‘Films To Be Thankful For’ is a column dedicated to providing mini-reviews for the films I am thankful were made, as they inspired me in some way.
In the first installment of Films To Be Thankful For, I wanted to highlight a film that made me want to become a writer. A film that first made me pay attention to filmmaking as a craft rather than an escapist experience used as a treat for children and young adults. The film in question is 2005’s Brick, the debut film from writer/director Rain Johnson. Brick lifts its inspiration directly from the works of Dashiell Hammet and Raymond Chandler private detective novels and applies that type of plotting and atmosphere to a high school setting. Brendan Frye (Joseph Gordon-Levitt) has recently discovered his girlfriend Emily (Emile de Ravin) dead at the end of a sewer pipeline and spends the entire film using detective work and his gumshoe-like personality to solve the mystery of her death.
Using a Southern California high school as the backdrop is the first noticeable thing that makes this movie brilliant. The setting helps by showing how life doesn’t stop just because Emily died, and the camera uses her death to its advantage. Mood can be purely established just by the camera staying far away from a character while they are making investigative phone calls to suspects or charming a local gangster for information about what kind of trouble his ex-girlfriend may have been in before she died. The setting is its own character in this film, and it adds to the dangerous atmosphere for solving this murder.
Another interesting thing about this movie is the characters and their conversation style. Characters like the Pin (Lukas Haas), who lives with his mother but is also the biggest drug dealer in the movie, is interesting because of his nature. The Pin doesn’t use violence and has a physical disability, and yet, he’s so intimidating just from his stature. Instead of being loud and brazen, he is soft-spoken and self-assured for most of the movie. The threats issued by him sound more like careful warnings than statements that will make you feel like your body is about to be damaged.
Laura (Nora Zehetner) is another character who never loses her cool but is equally as interesting. Laura is the film’s femme fatale. There’s no mistaking how much she wants Brendan to stop searching for his ex-girlfriend, who clearly never gave him the time of day, and wants him to just move on with his life rather than being in his deep level of mourning. The Pin and Laura both inform how Brendan approaches the world of drug dealing, what is popular, and how to fight through the different social cliques to find the answers he needs to make peace with Emily’s death.
When I first saw Brick, I had never seen a writer go to such deaths to explore both an ever-evolving mystery and depression about the loss of someone you love. The use of language lifted from detective stories within the film to color it to that genre is so much of what makes the writing in this film unique. Johnson does not let the audience off the hook to educate them about the story he’s telling. He expects them to follow along, and if they get lost, just run to keep up.

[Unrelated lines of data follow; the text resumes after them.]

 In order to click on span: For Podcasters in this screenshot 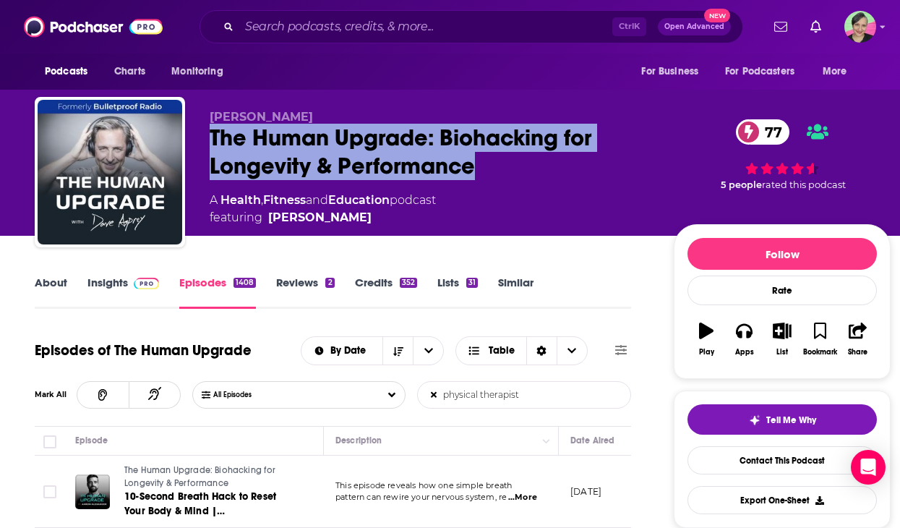, I will do `click(760, 72)`.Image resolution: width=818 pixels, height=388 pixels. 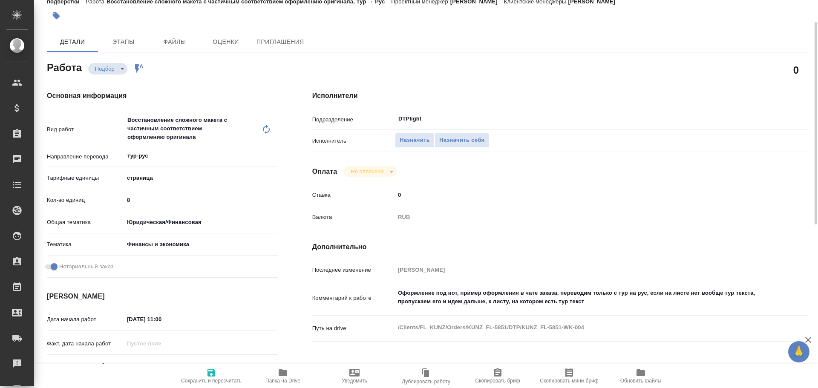 I want to click on span: Назначить, so click(x=414, y=140). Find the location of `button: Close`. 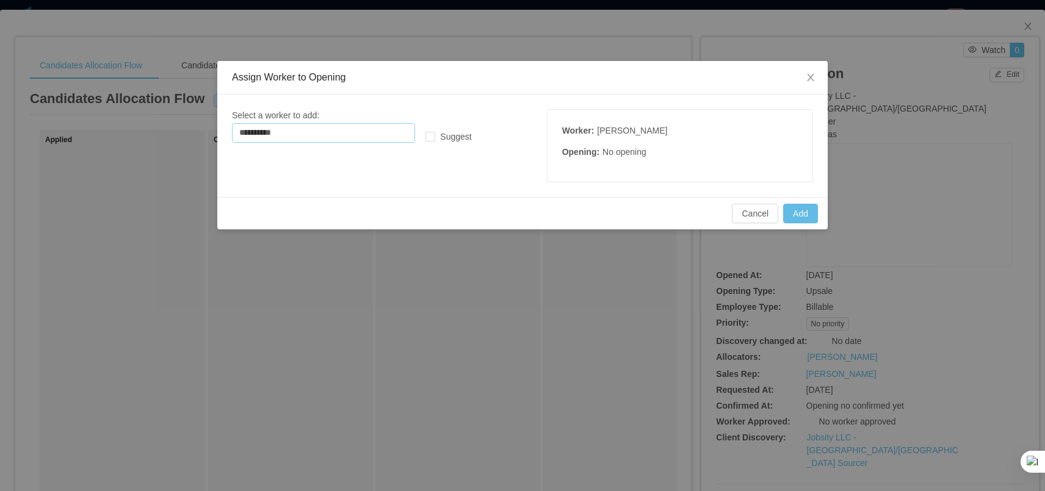

button: Close is located at coordinates (811, 78).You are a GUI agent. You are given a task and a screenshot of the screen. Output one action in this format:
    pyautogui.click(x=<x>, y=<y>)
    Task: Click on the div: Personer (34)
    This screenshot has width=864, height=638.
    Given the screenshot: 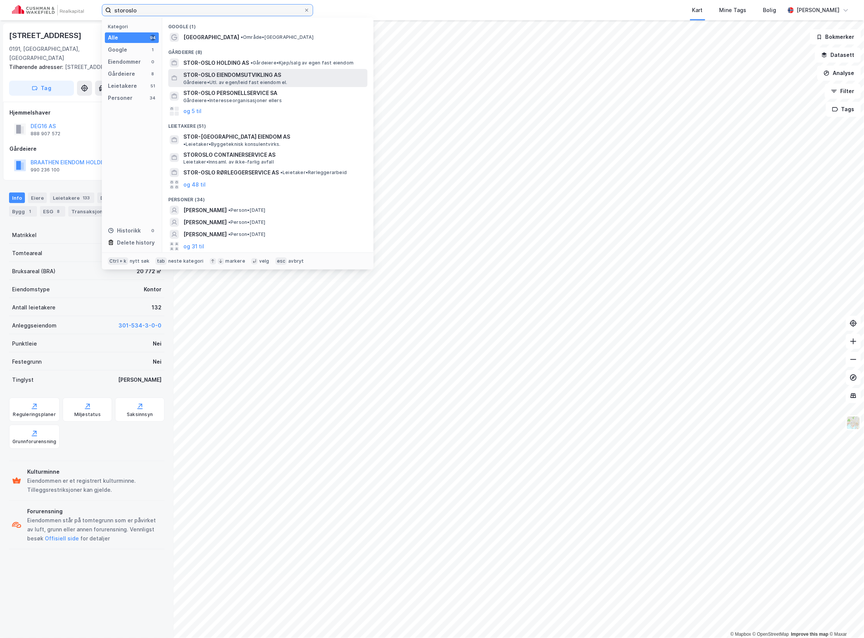 What is the action you would take?
    pyautogui.click(x=268, y=198)
    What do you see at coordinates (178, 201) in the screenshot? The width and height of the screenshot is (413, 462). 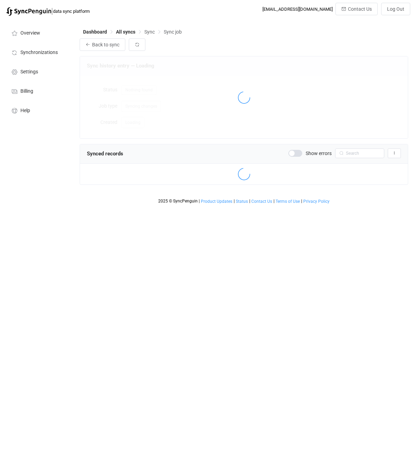 I see `span: 2025 © SyncPenguin` at bounding box center [178, 201].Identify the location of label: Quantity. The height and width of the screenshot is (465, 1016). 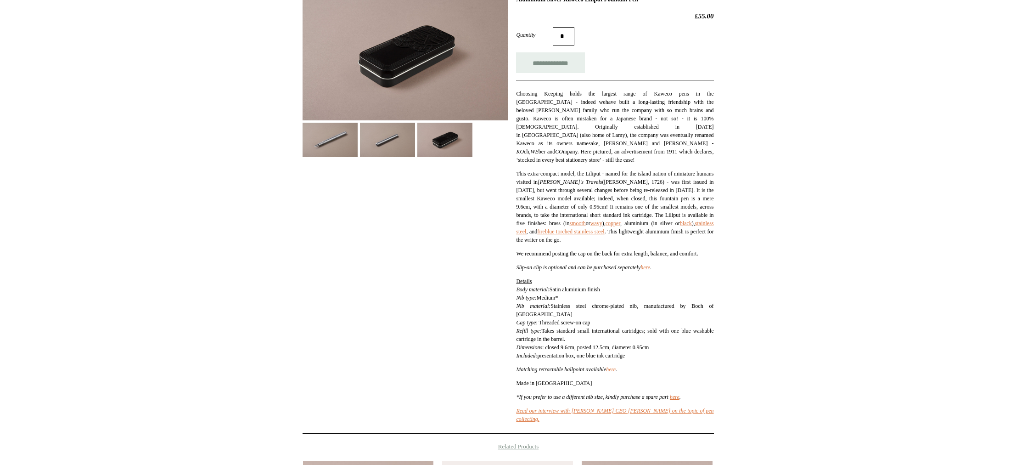
(535, 35).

What makes Brick even more of an impressive feat is that this was Johnson’s first time directing and writing a feature film. I’m thankful because this film took me somewhere new and made me ask questions about the film process that hasn’t mattered to me before. It’s always great when a movie can take you to new places, but you know you’re passionate when you want to write about it. That’s what this film made me do. I became a writer because I wanted more experiences like that, and I will forever be grateful that it put me on that path.